(Reuters) -Alphabet Inc's Google released on Tuesday new details about the supercomputers it uses to train its artificial intelligence models, saying the systems are both faster and more power-efficient than comparable systems from Nvidia Corp.
Google has designed its own custom chip called the Tensor Processing Unit, or TPU. It uses those chips for more than 90% of the company's work on artificial intelligence training, the process of feeding data through models to make them useful at tasks such as responding to queries with human-like text or generating images.
The Google TPU is now in its fourth generation. Google on Tuesday published a scientific paper detailing how it has strung more than 4,000 of the chips together into a supercomputer using its own custom-developed optical switches to help connect individual machines.
Improving these connections has become a key point of competition among companies that build AI supercomputers because so-called large language models that power technologies like Google's Bard or OpenAI's ChatGPT have exploded in size, meaning they are far too large to store on a single chip.
The models must instead be split across thousands of chips, which must then work together for weeks or more to train the model. Google's PaLM model - its largest publicly disclosed language model to date - was trained by splitting it across two of the 4,000-chip supercomputers over 50 days.
Google said its supercomputers make it easy to reconfigure connections between chips on the fly, helping avoid problems and tweak for performance gains.
"Circuit switching makes it easy to route around failed components," Google Fellow Norm Jouppi and Google Distinguished Engineer David Patterson wrote in a blog post about the system. "This flexibility even allows us to change the topology of the supercomputer interconnect to accelerate the performance of an ML (machine learning) model."
While Google is only now releasing details about its supercomputer, it has been online inside the company since 2020 in a data center in Mayes County, Oklahoma.

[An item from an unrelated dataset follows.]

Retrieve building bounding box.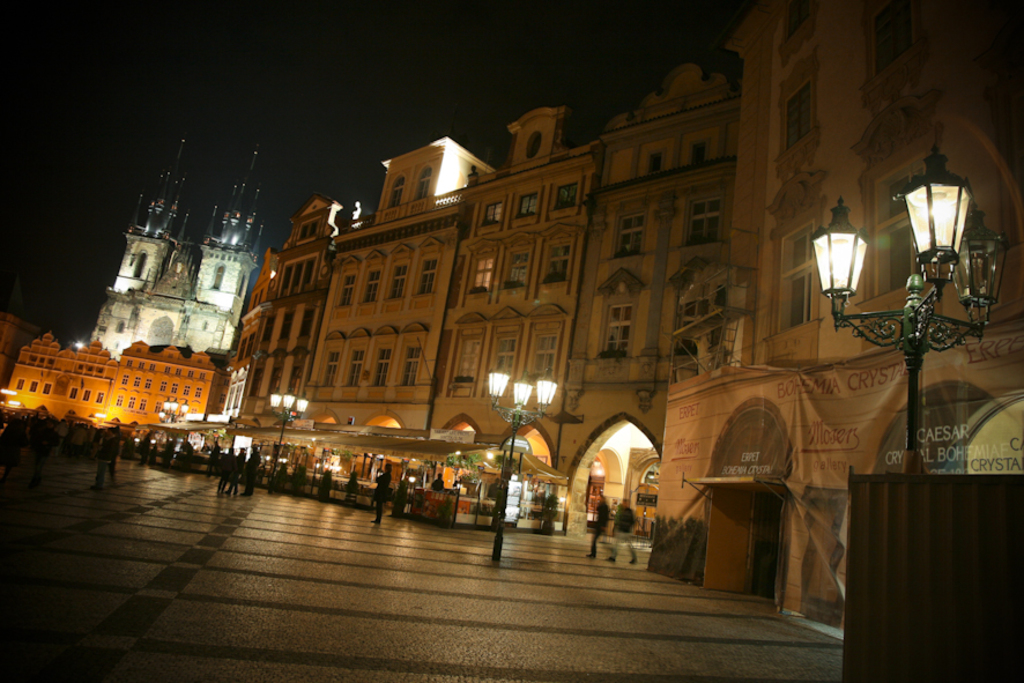
Bounding box: 91, 133, 265, 362.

Google said that startup Midjourney used the system to train its model, which generates fresh images after being fed a few words of text.
In the paper, Google said that for comparably sized systems, its chips are up to 1.7 times faster and 1.9 times more power-efficient than a system based on Nvidia's A100 chip that was on the market at the same time as the fourth-generation TPU.
A Nvidia spokesperson declined to comment.
Google said it did not compare its fourth-generation to Nvidia's current flagship H100 chip because the H100 came to the market after Google's chip and is made with newer technology.
Google hinted that it might be working on a new TPU that would compete with the Nvidia H100 but provided no details, with Jouppi telling Reuters that Google has "a healthy pipeline of future chips."